I have been asked many times about the role of a Software Architect. I have been asked about the skills necessary to become a Software Architect. I think today in the industry there is a firm understanding of the technical skills necessary to be a Software Architect. I think that technical skills represent only 20% of what an effective Software Architect needs. The list usually includes:
- - Years of experience as a Software Engineer.
- - Deep technical knowledge of relevant technologies to the position. Software Architects are comfortable reading formal specifications for new technologies like JSRs.
- - - Mastery of Object Oriented design patterns and Enterprise design patterns.
- - - Master knowledge of software process.
- - - Solid knowledge of deployment and operations issues.
After being a Software Architect and seeing other Software Architects at work, bellow is my distillation of what I think constitutes the basic attitude of a Software Architect.
1) A Software Architect is a leader before an Engineer
It is much more important to have the buy in of all the engineers for a particular design, than having the perfect design. Driving the process for the buy in is the Software Architect responsibility. The Software Architect needs the technical skills to weight design decisions and explain both sides. Yet, if the Software Architect can’t transform his technical knowhow into agreement from his team members, he might as well not be able to write a hello world class. The world is full of great software architectures and frameworks that nobody uses.
2) A Software Architect does much more giving than enforcing
A very experienced Software Architect friend of mine once told me: “If I have to point a design flaw in an implemented system, I did not do my job well.” It is easy to look at an application after the fact and pointing problems and asking for changes. The effective Software Architect mentors the development teams way before a project starts about design patterns, consequences of picking certain technology components, tradeoffs, maintenance challenges, performance objectives, etc. He holds regular formal mentoring sessions in the shape of lunch and learn or similar activities. He continuously performs code reviews and mentors developers from what he sees there. He makes his first priority to always have time to answer developer’s questions, everything else is less important.
3) A Software Architect thinks globally but acts locally
It is important for a Software Architect to think of the implications that design decisions will have in the entire portfolio of applications and infrastructure. Yet, an effective Software Architect never starts a project, sets up infrastructure or writes code that does not implement a specification or feature of an application. He designs his applications to create an architecture pattern and framework, not a framework to create applications.
4) A Software Architect thinks in simple terms
An effective software Architect that I met in a consulting engagement always analyzed everything through a simple prism. He thought the implications of technical decisions in regards to usability, reliability, scalability and maintainability. Whenever someone asked him to analyze a tradeoff, he always touched those four subjects. Everyone knew how he thought. A developer with a good idea would usually think about those four areas before coming to him. The parameters a Software Architect uses might be different from my friends, but as long as they are simple, consistent and well known they will have the same effect of getting the organization considering those parameters.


* [Task to complete] Search the material and gather each line with "title" in it.

* [Exercise input]
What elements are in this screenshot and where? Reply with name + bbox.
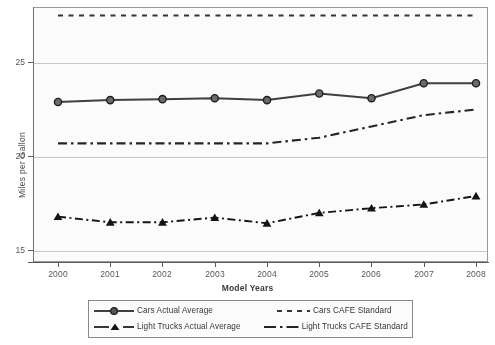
legend-label: Cars CAFE Standard <box>313 305 392 317</box>
longdash-dot-swatch <box>258 321 300 333</box>
legend-item-light-trucks-actual-average[interactable]: Light Trucks Actual Average <box>93 321 258 333</box>
solid-circle-marker-swatch <box>93 305 135 317</box>
legend-label: Cars Actual Average <box>137 305 213 317</box>
legend-label: Light Trucks Actual Average <box>137 321 241 333</box>
chart-container: 25 20 15 Miles per Gallon 2000 2001 2002… <box>0 0 495 345</box>
legend-item-cars-actual-average[interactable]: Cars Actual Average <box>93 305 269 317</box>
legend-item-light-trucks-cafe-standard[interactable]: Light Trucks CAFE Standard <box>258 321 408 333</box>
legend-label: Light Trucks CAFE Standard <box>302 321 408 333</box>
dashed-swatch <box>269 305 311 317</box>
series-layer <box>0 0 495 345</box>
series-cars-actual-average <box>54 80 479 106</box>
legend-row-2: Light Trucks Actual Average Light Trucks… <box>93 319 408 335</box>
legend-item-cars-cafe-standard[interactable]: Cars CAFE Standard <box>269 305 392 317</box>
legend: Cars Actual Average Cars CAFE Standard L… <box>88 300 413 338</box>
series-light-trucks-cafe-standard <box>58 110 476 144</box>
dashdot-triangle-marker-swatch <box>93 321 135 333</box>
series-light-trucks-actual-average <box>54 192 481 227</box>
legend-row-1: Cars Actual Average Cars CAFE Standard <box>93 303 408 319</box>
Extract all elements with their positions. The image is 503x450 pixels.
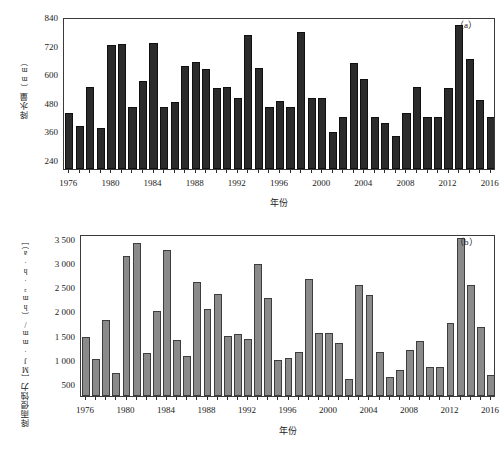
bar-1984 — [149, 43, 157, 169]
bar-1986 — [171, 102, 179, 169]
bar-2005 — [376, 352, 384, 396]
x-tick-label-2004: 2004 — [359, 405, 377, 415]
x-tick-mark — [490, 397, 491, 400]
x-tick-mark — [298, 397, 299, 400]
y-tick-label-480: 480 — [0, 99, 58, 109]
bar-2004 — [360, 79, 368, 169]
x-tick-label-2008: 2008 — [396, 178, 414, 188]
x-tick-label-1988: 1988 — [186, 178, 204, 188]
x-tick-mark — [95, 397, 96, 400]
x-tick-mark — [363, 170, 364, 173]
bar-2007 — [396, 370, 404, 396]
x-tick-mark — [153, 170, 154, 173]
bar-2016 — [487, 375, 495, 396]
bar-1981 — [118, 44, 126, 169]
bar-1979 — [112, 373, 120, 396]
bar-1999 — [315, 333, 323, 396]
bar-1990 — [224, 336, 232, 396]
x-tick-mark — [237, 397, 238, 400]
bar-1998 — [297, 32, 305, 169]
bar-1992 — [244, 339, 252, 396]
bar-1995 — [274, 360, 282, 396]
x-tick-label-1996: 1996 — [270, 178, 288, 188]
bar-2010 — [426, 367, 434, 396]
bar-1996 — [276, 101, 284, 169]
bar-2011 — [434, 117, 442, 169]
y-tick-label-500: 500 — [0, 380, 75, 390]
bar-2015 — [476, 100, 484, 169]
x-tick-label-2012: 2012 — [439, 178, 457, 188]
bar-2011 — [436, 367, 444, 396]
bar-1983 — [139, 81, 147, 169]
y-tick-label-3000: 3 000 — [0, 259, 75, 269]
x-tick-mark — [409, 397, 410, 400]
bar-1996 — [285, 358, 293, 396]
bar-2003 — [355, 285, 363, 396]
x-tick-mark — [395, 170, 396, 173]
chart-panel-b: 降雨侵蚀力［MJ·mm/（hm²·h·a）］ 5001 0001 5002 00… — [0, 225, 503, 450]
x-axis-title-a: 年份 — [270, 196, 288, 209]
x-tick-label-1984: 1984 — [144, 178, 162, 188]
x-tick-mark — [100, 170, 101, 173]
x-tick-mark — [470, 397, 471, 400]
x-tick-mark — [216, 170, 217, 173]
bar-1982 — [128, 107, 136, 169]
x-tick-mark — [146, 397, 147, 400]
x-tick-label-1976: 1976 — [59, 178, 77, 188]
bar-2000 — [325, 333, 333, 396]
x-tick-mark — [374, 170, 375, 173]
x-tick-label-1984: 1984 — [157, 405, 175, 415]
bar-2008 — [406, 350, 414, 396]
x-tick-mark — [277, 397, 278, 400]
x-tick-mark — [136, 397, 137, 400]
bar-2004 — [366, 295, 374, 396]
x-tick-mark — [186, 397, 187, 400]
bar-1978 — [86, 87, 94, 169]
x-tick-mark — [105, 397, 106, 400]
bar-1981 — [133, 243, 141, 396]
x-tick-label-1996: 1996 — [279, 405, 297, 415]
bar-2013 — [455, 25, 463, 169]
x-tick-mark — [458, 170, 459, 173]
x-tick-mark — [311, 170, 312, 173]
bar-2008 — [402, 113, 410, 169]
x-tick-mark — [480, 397, 481, 400]
bar-2003 — [350, 63, 358, 169]
x-tick-mark — [342, 170, 343, 173]
bar-1977 — [76, 126, 84, 169]
x-tick-mark — [290, 170, 291, 173]
x-tick-mark — [126, 397, 127, 400]
x-tick-label-1992: 1992 — [238, 405, 256, 415]
x-tick-label-2016: 2016 — [481, 178, 499, 188]
bar-2010 — [423, 117, 431, 169]
bar-1988 — [204, 309, 212, 396]
bar-2012 — [444, 88, 452, 169]
y-tick-label-840: 840 — [0, 13, 58, 23]
bar-2016 — [487, 117, 495, 169]
y-tick-label-360: 360 — [0, 127, 58, 137]
x-tick-mark — [174, 170, 175, 173]
bar-1993 — [254, 264, 262, 397]
x-tick-mark — [338, 397, 339, 400]
y-axis-title-a: 降水量（mm） — [20, 58, 30, 119]
bar-1984 — [163, 250, 171, 396]
x-tick-mark — [368, 397, 369, 400]
x-tick-mark — [268, 170, 269, 173]
x-tick-mark — [353, 170, 354, 173]
x-tick-mark — [163, 170, 164, 173]
bar-1985 — [160, 107, 168, 169]
x-tick-mark — [247, 170, 248, 173]
y-tick-label-1500: 1 500 — [0, 332, 75, 342]
x-tick-mark — [156, 397, 157, 400]
chart-panel-a: 降水量（mm） 240360480600720840 1976198019841… — [0, 0, 503, 225]
y-tick-label-2000: 2 000 — [0, 307, 75, 317]
x-tick-label-1992: 1992 — [228, 178, 246, 188]
x-tick-mark — [247, 397, 248, 400]
x-tick-mark — [279, 170, 280, 173]
x-tick-mark — [379, 397, 380, 400]
bar-2002 — [345, 379, 353, 396]
plot-area-a — [63, 18, 495, 170]
bar-1976 — [65, 113, 73, 169]
bar-2014 — [467, 285, 475, 396]
x-tick-mark — [389, 397, 390, 400]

* [Solution for this task]
x-axis-title-a: 年份 — [270, 196, 288, 209]
y-axis-title-a: 降水量（mm） — [20, 58, 30, 119]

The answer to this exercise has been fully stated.